Hot milk cake and strawberry caramel sauce

This simple Southern cake is a great go-to summer recipe, and wonderful vehicle for almost any fruit topping. Try it with strawberry caramel sauce and a scoop of vanilla ice cream.

This strawberry caramel sauce is a winner. It's great served warm or cold, and especially good over ice cream.

The Runaway Spoon

May 11, 2013

Leaf through the pages of any old Southern community cookbook, and you are likely to come across a version of this cake. And it might not draw your eye, being so plain and simple. I am sure I flipped past many times before I actually stopped to read one. But once I get intrigued, I search these recipes out and combine, refine and test them until I have an updated version with more accurate instructions. 

And I am glad I didn’t let this one languish, because it is now a go-to summer cake. It is immensely simple to make – no heavy equipment needed. Its simplicity makes it the perfect vehicle for all manner of summer toppings. Add any sliced fresh fruit or berry, maybe sugared to produce a little syrup, and a dollop of whipped cream or a scoop of ice cream and you’ve got a fresh, homemade beauty of a dessert.

I planned this post to highlight the cake, and how useful it is. But I wanted to try something a little more interesting than just fruit so I stumbled around in the kitchen until I came up with the sauce. I know it is tooting my own horn, but it is a stunner. Rich, sticky caramel sauce with this amazing background note of strawberry and the added bonus of chunks of fresh berries. It is magnificent with the cake, but try it over ice cream, or, as I admit to doing, simply with a spoon.

Tracing fentanyl’s path into the US starts at this port. It doesn’t end there.

Hot milk cake and strawberry caramel sauce

I use a plain tube pan, often called a coffee cake pan, but a fluted or fancy one works just fine. You could also make it in a 9 by 13-inch pan. The sauce will keep covered in the fridge for up to three days. Delicious warm or cold.

Serves 10 

For the cake:

1 cup whole milk

Why Florida and almost half of US states are enshrining a right to hunt and fish

1/2 cup (1 stick) butter

4 eggs

2 cups granulated sugar

2 cups all-purpose flour

2 teaspoons baking powder

1/2 teaspoon salt

1 teaspoon vanilla

1. Preheat the oven to 350 degrees F.  Grease a 10-cup tube pan (or alternative pan) thoroughly.

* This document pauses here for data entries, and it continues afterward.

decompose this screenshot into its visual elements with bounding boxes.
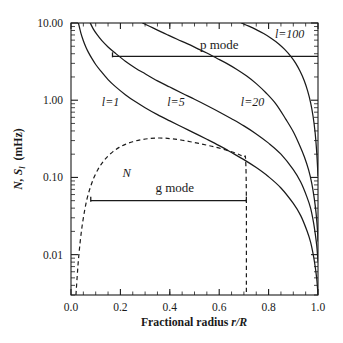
curve-label-l1: l=1 bbox=[102, 95, 119, 109]
svg-text:N, Sl (mHz): N, Sl (mHz) bbox=[11, 128, 27, 190]
svg-text:Fractional radius r/R: Fractional radius r/R bbox=[141, 315, 247, 329]
annotation-label-p_mode: p mode bbox=[200, 37, 239, 52]
curve-label-l20: l=20 bbox=[241, 95, 264, 109]
x-tick-label: 1.0 bbox=[311, 301, 326, 313]
x-axis-title-italic: r/R bbox=[231, 315, 247, 329]
propagation-diagram-figure: 0.00.20.40.60.81.0 0.010.101.0010.00 l=1… bbox=[0, 0, 343, 343]
x-axis-title-text: Fractional radius bbox=[141, 315, 231, 329]
curve-n bbox=[76, 138, 246, 295]
plot-frame bbox=[71, 23, 318, 295]
x-tick-label: 0.0 bbox=[64, 301, 79, 313]
chart-canvas: 0.00.20.40.60.81.0 0.010.101.0010.00 l=1… bbox=[0, 0, 343, 343]
x-tick-label: 0.4 bbox=[163, 301, 178, 313]
y-axis-ticks bbox=[71, 23, 318, 295]
x-tick-label: 0.8 bbox=[261, 301, 276, 313]
curve-l5 bbox=[90, 23, 318, 261]
curve-l1 bbox=[78, 23, 318, 295]
y-axis-tick-labels: 0.010.101.0010.00 bbox=[37, 17, 63, 261]
y-tick-label: 0.01 bbox=[43, 249, 63, 261]
y-tick-label: 10.00 bbox=[37, 17, 63, 29]
curve-label-l5: l=5 bbox=[167, 95, 184, 109]
y-tick-label: 1.00 bbox=[43, 94, 63, 106]
x-axis-tick-labels: 0.00.20.40.60.81.0 bbox=[64, 301, 326, 313]
x-tick-label: 0.6 bbox=[212, 301, 227, 313]
data-curves bbox=[76, 23, 318, 295]
x-axis-title: Fractional radius r/R bbox=[141, 315, 247, 329]
annotation-label-g_mode: g mode bbox=[155, 180, 194, 195]
y-axis-title-text: N, S bbox=[11, 168, 25, 190]
x-axis-ticks bbox=[71, 23, 318, 295]
y-axis-title: N, Sl (mHz) bbox=[11, 128, 27, 190]
x-tick-label: 0.2 bbox=[113, 301, 128, 313]
curve-label-l100: l=100 bbox=[275, 27, 304, 41]
y-tick-label: 0.10 bbox=[43, 171, 63, 183]
curve-label-brunt_vaisala: N bbox=[121, 166, 131, 180]
y-axis-title-unit: (mHz) bbox=[11, 128, 25, 160]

2. Combine the milk and butter in a medium saucepan and heat over medium just until the butter is melted and the milk is hot. While the milk is heating, beat the eggs and sugar together in a large bowl, then stir in the remaining ingredients. Pour in the hot milk and stir until completely combined.

3. Scrape the batter into the prepared pan and bake until golden and firm and tester inserted in the center comes out clean, about 20 to 25 minutes. Cool in the pan for 15 minutes, then turn out onto wire rack to cool completely. The cake will keep, well wrapped, for several days.

For the strawberry caramel sauce:

Makes about 1-1/2 cups 

1 cup of diced strawberries

1-1/2 cups granulated sugar, plus 2 tablespoons

3/4 cup heavy cream

1. Place the diced strawberries in a bowl and toss with 2 tablespoons sugar. Leave to sit for several hours until the strawberries have released quite a bit of juice.

2. Pour the juice off the berries into a measuring jug and add enough water to make 1/3 cup of liquid.

3. Stir the liquid and 1-1/2 cups sugar together in a medium-sized saucepan. Cook over medium heat, stirring, until the sugar has dissolved. Up the heat to high and boil the mixture until it turns a lovely caramel brown, the color of sweet tea, about 5 to 7 minutes, stirring frequently. Watch it like a hawk because it goes from caramel to burnt quickly at the end. Stand back a bit and pour in the cream. It will roil and bubble furiously and seize up a little. Just stir it until it all smooths out and combines, then turn the burner off and stir until it settles down.

4. Let it cool for about 3 minutes, then stir in the diced strawberries. Cool to room temperature.